Reference Guide
Configuration Notes
When you configure VLT, the following conditions apply.
• VLT domain
– A VLT domain supports two chassis members, which appear as a single logical device to network
access devices connected to VLT ports through a port channel.
– A VLT domain consists of the two core chassis, the interconnect trunk, backup link, and the LAG
members connected to attached devices.
– Each VLT domain has a unique MAC address that you create or VLT creates automatically.
– ARP tables are synchronized between the VLT peer nodes.
– VLT peer switches operate as separate chassis with independent control and data planes for devices
attached on non-VLT ports.
– One chassis in the VLT domain is assigned a primary role; the other chassis takes the secondary role.
The primary and secondary roles are required for scenarios when connectivity between the chassis is
lost. VLT assigns the primary chassis role according to the lowest MAC address. You can configure the
primary role.
– In a VLT domain, the peer switches must run the same Dell Networking operating system (FTOS)
software version.
– Separately configure each VLT peer switch with the same VLT domain ID and the VLT version. If the
system detects mismatches between VLT peer switches in the VLT domain ID or VLT version, the VLT
Interconnect (VLTi) does not activate. To find the reason for the VLTi being down, use the show vlt
statistics
command to verify that there are mismatch errors, then use the show vlt brief
command on each VLT peer to view the VLT version on the peer switch. If the VLT version is more than
one release different from the current version in use, the VLTi does not activate.
– The chassis members in a VLT domain support connection to orphan hosts and switches that are not
connected to both switches in the VLT core.
• VLT interconnect (VLTi)
– The VLT interconnect must consist of either 10G or 40G ports. A maximum of eight 10G or four 40G ports
is supported. A combination of 10G and 40G ports is not supported.
– A VLT interconnect over 1G ports is
not
supported.
– The port channel must be in Default mode (not Switchport mode) to have VLTi recognize it.
– The system automatically includes the required VLANs in VLTi. You do not need to manually select
VLANs.
– VLT peer switches operate as separate chassis with independent control and data planes for devices
attached to non-VLT ports.
– Port-channel link aggregation (LAG) across the ports in the VLT interconnect is required; individual ports
are not supported. Dell Networking strongly recommends configuring a static LAG for VLTi.
– The VLT interconnect synchronizes L2 and L3 control-plane information across the two chassis.
– The VLT interconnect is used for data traffic only when there is a link failure that requires using VLTi in
order for data packets to reach their final destination.
– Unknown, multicast, and broadcast traffic can be flooded across the VLT interconnect.
– MAC addresses for VLANs configured across VLT peer chassis are synchronized over the VLT
interconnect on an egress port such as a VLT LAG. MAC addresses are the same on both VLT peer
nodes.
– ARP entries configured across the VLTi are the same on both VLT peer nodes.
– If you shut down the port channel used in the VLT interconnect on a peer switch in a VLT domain in
which you did not configure a backup link, the switch’s role displays in the show vlt brief
command output as Primary instead of Standalone.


WORK REQUEST | Make an exact copy of the lines from the one containing "At what (x,y)" through the end of the records below, and leave out every picture.
☆ ☆ ☆ ☆ ☆ ☆ ☆
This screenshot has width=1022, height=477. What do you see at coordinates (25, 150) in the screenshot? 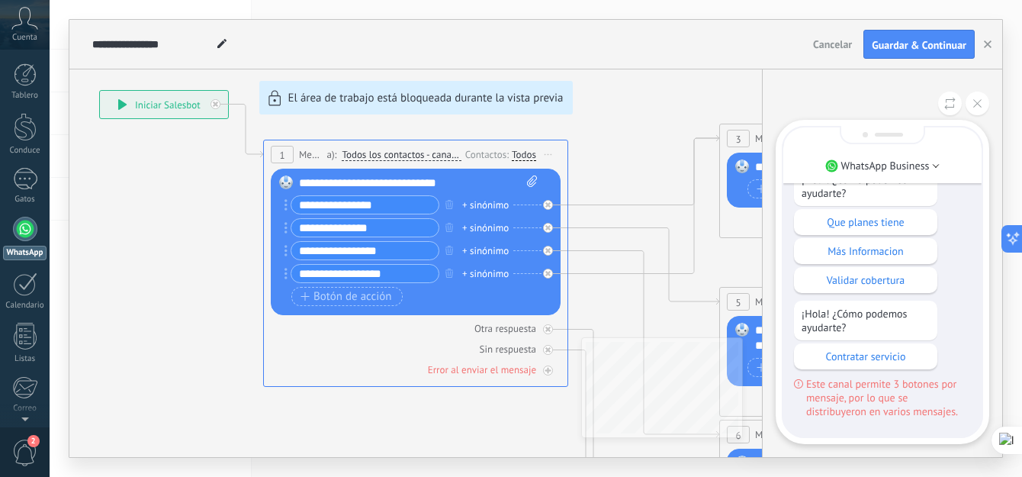
I see `div: Conduce` at bounding box center [25, 150].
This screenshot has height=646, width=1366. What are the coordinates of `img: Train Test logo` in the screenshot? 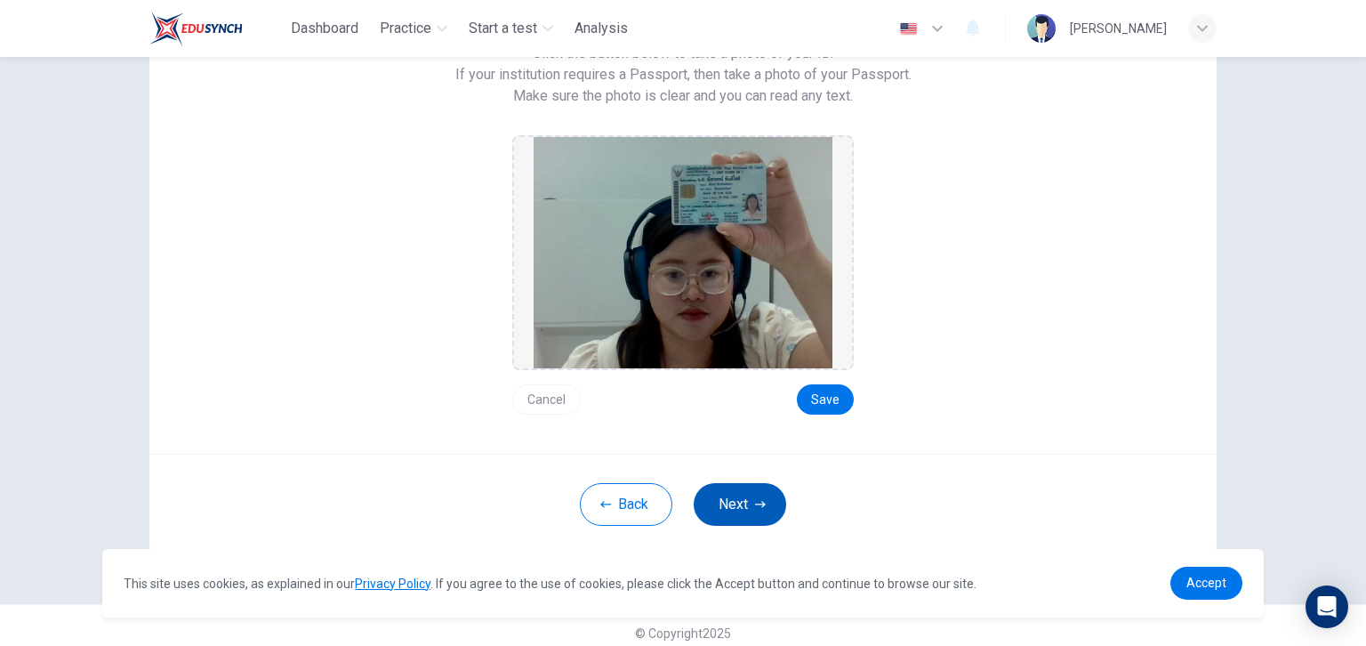 It's located at (196, 28).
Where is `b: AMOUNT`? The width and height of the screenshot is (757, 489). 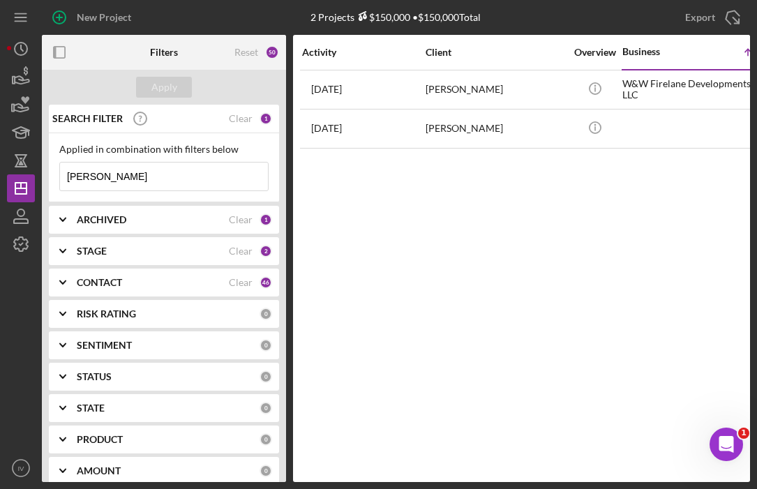
b: AMOUNT is located at coordinates (98, 471).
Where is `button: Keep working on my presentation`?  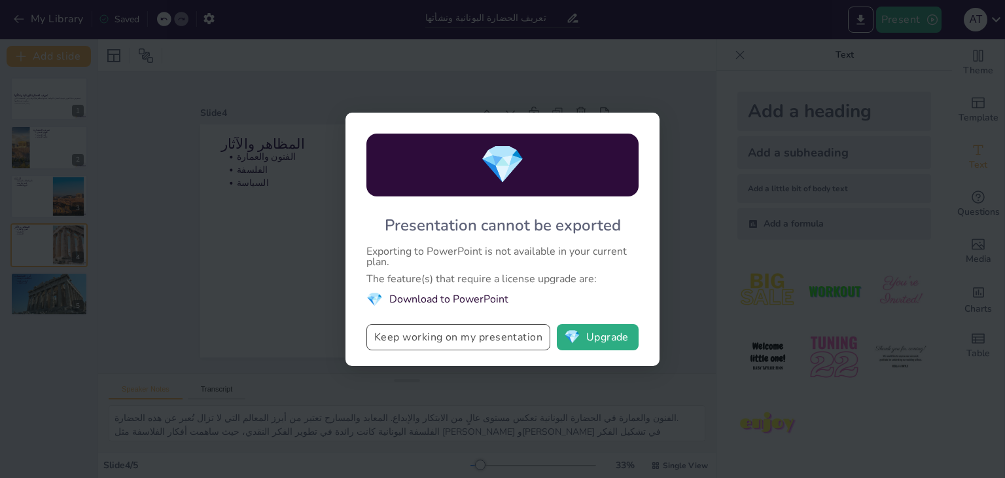 button: Keep working on my presentation is located at coordinates (458, 337).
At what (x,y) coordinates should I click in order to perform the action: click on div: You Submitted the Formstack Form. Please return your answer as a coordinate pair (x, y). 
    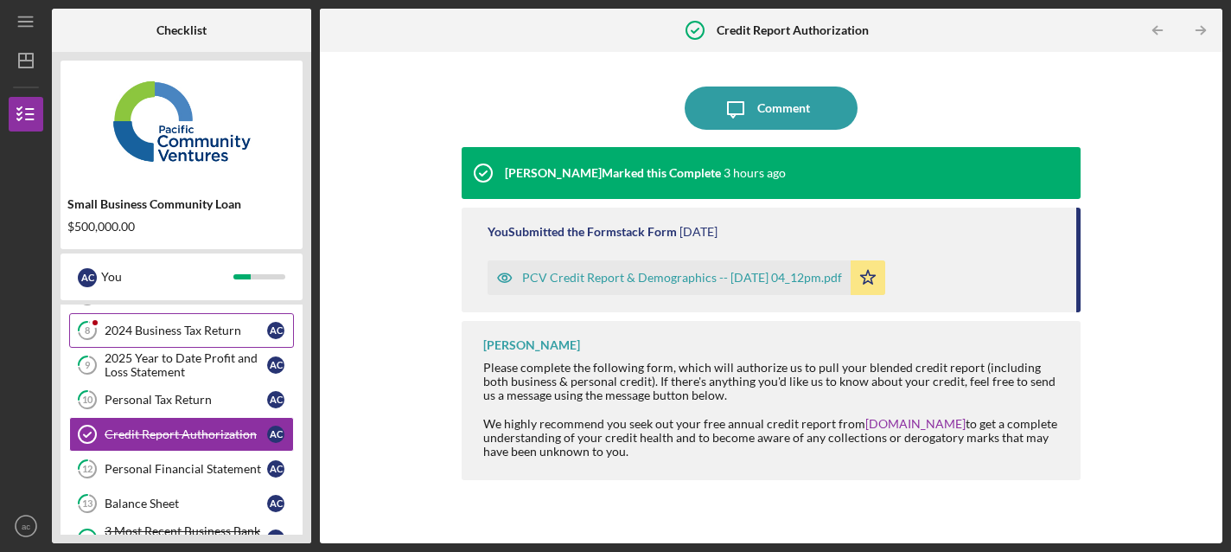
    Looking at the image, I should click on (582, 232).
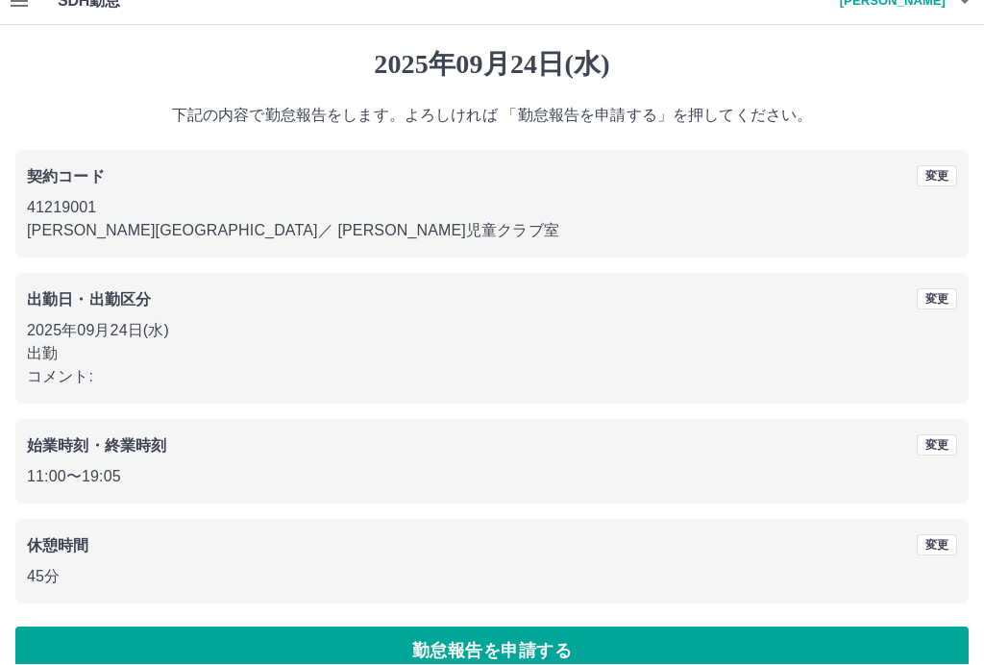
☆ ☆ ☆ ☆ ☆ ☆ ☆
EXERCISE RESULT |
At what (x,y) coordinates should I click in order to perform the action: click on div: You Submitted the Formstack Form. Please return your answer as a coordinate pair (x, y). 
    Looking at the image, I should click on (582, 232).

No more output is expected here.